What’s the difference between German and Romanian immigrants?

Nigel Farage is in the papers again today – unbelievably! – this time with a full-page advert in the Telegraph responding to his remarks about Romanians on LBC radio. Such was the universal media condemnation over his interview with James O’Brien that on Saturday even the Sun had an editorial on anti-Romanian racism. You couldn’t make it up. Farage was stereotyping, and his tone of ‘you know what the difference is’ hit the wrong note, which lost him the argument over a fairly reasonable point; that is, the typical profile of a German migrant is very different to that of a Romanian migrant. For example, recent figures released showed that

My verdict on Newsnight’s new face? Pretty — and awful

I hope you enjoyed the new post-Paxman Newsnight last night, if you still watch the programme. It was bad on a whole new level of badness (watch it here). Presented by an Afghan-Australian woman called Yalda Hakim, of whom I had never heard. Yalda was hampered in her presentational debut by being unable to string a sentence together; nor did she have the knowledge or acuity to ask interesting questions of her guests.
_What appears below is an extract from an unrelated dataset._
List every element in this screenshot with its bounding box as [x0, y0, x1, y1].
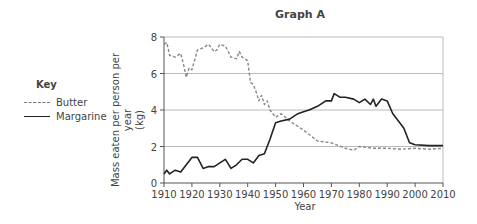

On one cringing occasion, the reporter William Dalrymple asked questions on her behalf (of a supporter of the triumphant Indian politician Narendra Modi, who, of course, Newsnight REALLY loathes), because she was unable to. On another occasion, during

It woz The Sun wot won it

Westbourne’s Change Opinion Awards last night might have got rather feisty. The Sun beat feminist campaigners Stella Creasy and Caroline Criado Perez to the top prize for its ‘Check ‘Em Tuesday’ breast cancer campaign, and the Anti-Page 3 brigade was in attendance. The scene was set for a showdown when the paper’s editor went to collect the award. But all turned out well. The audience was moved by the words of a representative of CoppaFeel! (the charity which ran the campaign in conjunction with The Sun) who told the crowd that she had spoken recently to recovering breast cancer patients who had got checked in time because of the campaign.